Ships under the U.S. flag are steaming up through the Suez Canal as the number of U.S. troops in the region continues to climb in advance of war with Iraq. Beachgoers, mostly Germans, Italians, and Russians on holiday, seem more interested in underwater coral. But for Egyptians, war preparations do not go unnoticed. Morning papers carry two standard photos: Saddam Hussein in some official pose, and new U.S. troop arrivals in the Middle East and Gulf states. The media keep daily tabs as troop levels near the 100,000 mark, along with a steady diatribe against war in Iraq.

U.S. military action against Iraq would "open the gates of hell," according to Al-Ahram newspaper. Editorial cartoons, too, are about just one thing. In one, a sheik trudges away with an oil barrel on his shoulder and a bullseye penned to his backside. Bulletholes pierce both the oil drum and the target. In another, a cowboy, looking decidedly Texan in boots and spurs, shows his hand to the Saddam Hussein look-alike at a cardtable. Every card reads, "War."

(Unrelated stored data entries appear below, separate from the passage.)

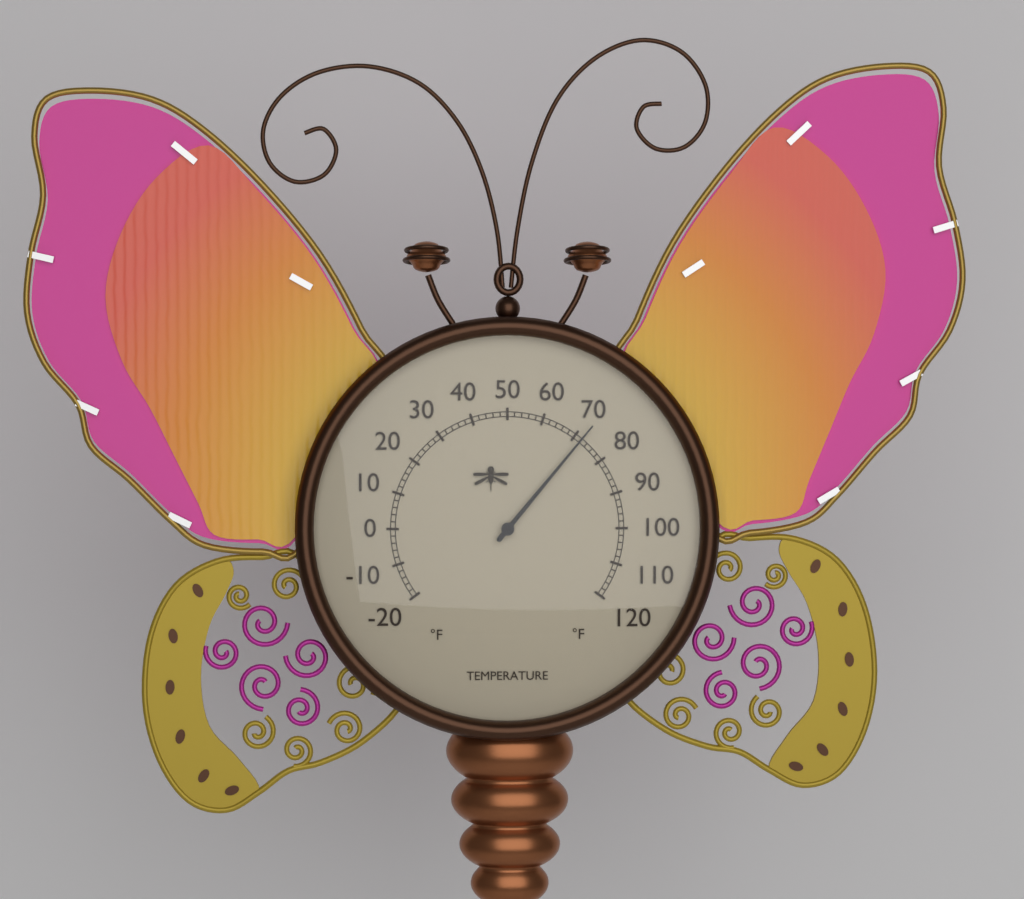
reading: 72 °F
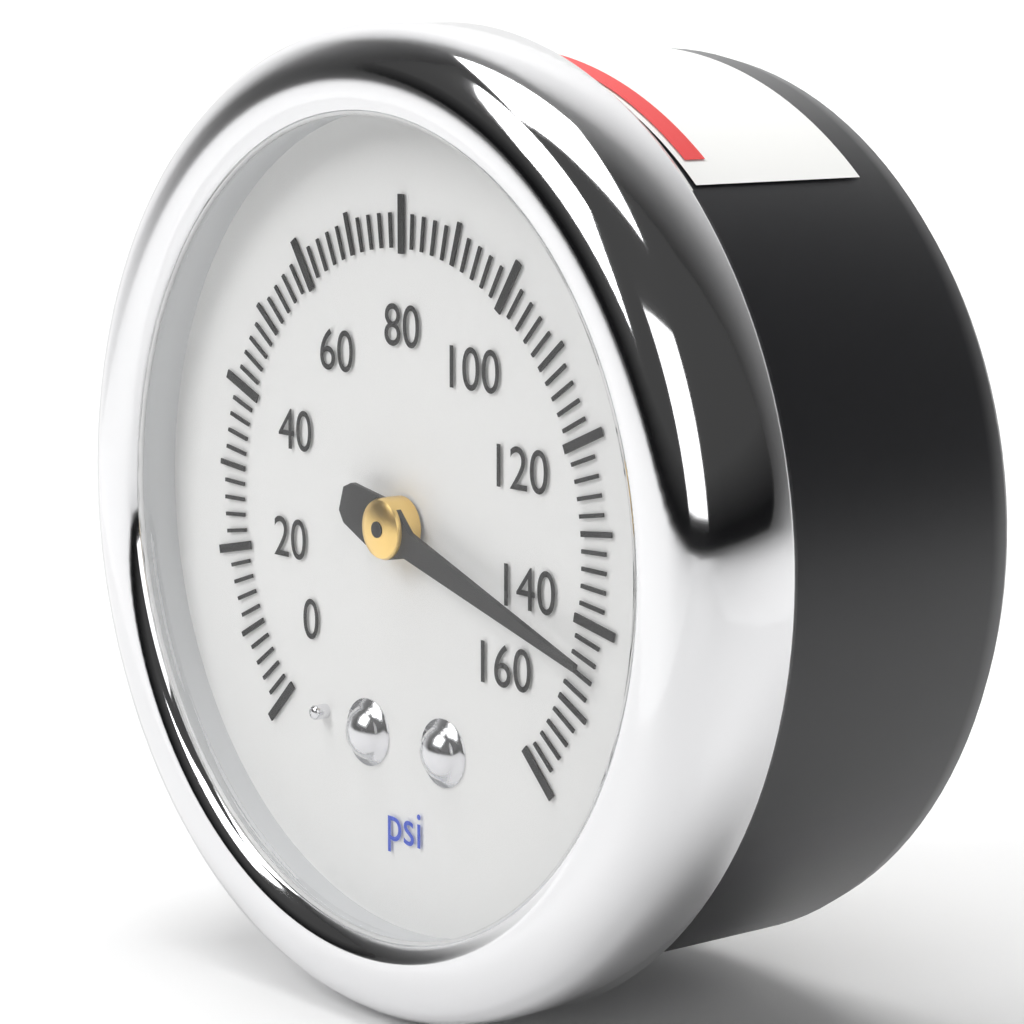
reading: 144 psi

Egyptians in the street uniformly oppose a war, but not based on rank anti-Americanism. For them it comes down to the economy. In countries where oil and other industries are largely state-owned, tourism is a time-honored source of revenue for the average Middle Easterner. Under the cloud of war, visitors are down. In Sharm El Sheikh, bellhop Magdi Ramez says he can't remember seeing Americans. "We are not all terrorists," he chides.

Egypt has the largest population and second largest economy (after Saudi Arabia) in the Arab world-and it is a treasure chest of antiquities. Foreign tourism, however, fell drastically after the Sept. 11 attacks. Most fear that with war overseas revenues will slide further. Already the Egyptian pound has lost about one-third its value against the dollar in just over two years.

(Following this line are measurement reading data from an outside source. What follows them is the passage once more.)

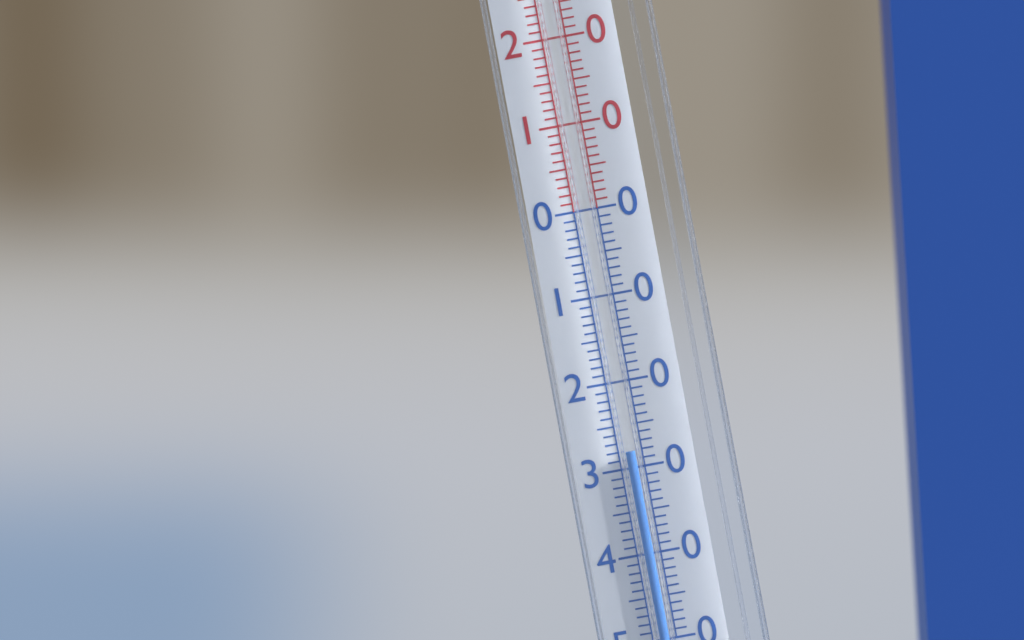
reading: -28 °C
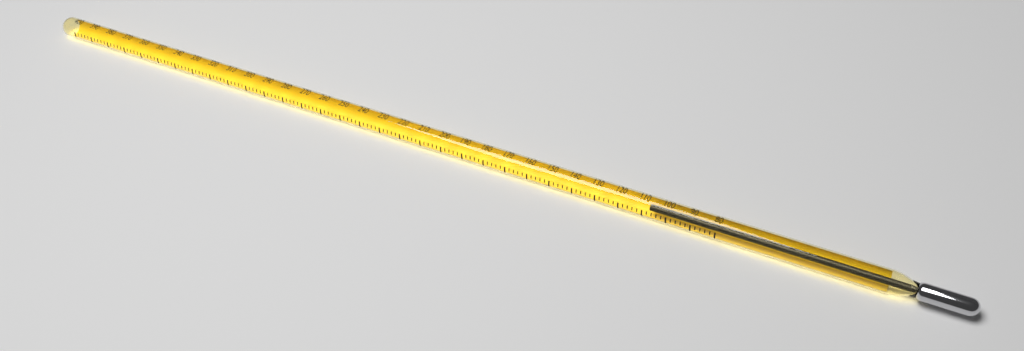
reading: 108 (no unit)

"We rely on tourism, and it will not recover from a war in Iraq," said one hotel manager. "Therefore we are refusing this war."

Economic concern is one of the reasons heads of state are urgently shuttling across the region. Two weeks ago (Jan. 5) President Hosni Mubarak met Turkish Prime Minister Abdullah Gul at this seaside resort. Both leaders have made tepid concessions to President George Bush on Iraq. Yet here, with rampant construction that includes a new Intercontinental and a new Sheraton resort, Mr. Gul voiced both countries' bottom-line concern: "A war will be very costly for the region."

-Mindy Belz in Sharm El Sheikh


Mindy Belz

Mindy, a former senior editor for WORLD Magazine, wrote the publication’s first cover story in 1986. She has covered wars in Syria, Afghanistan, Africa, and the Balkans and is author of They Say We Are Infidels: On the Run From ISIS With Persecuted Christians in the Middle East. Mindy resides in Asheville, N.C.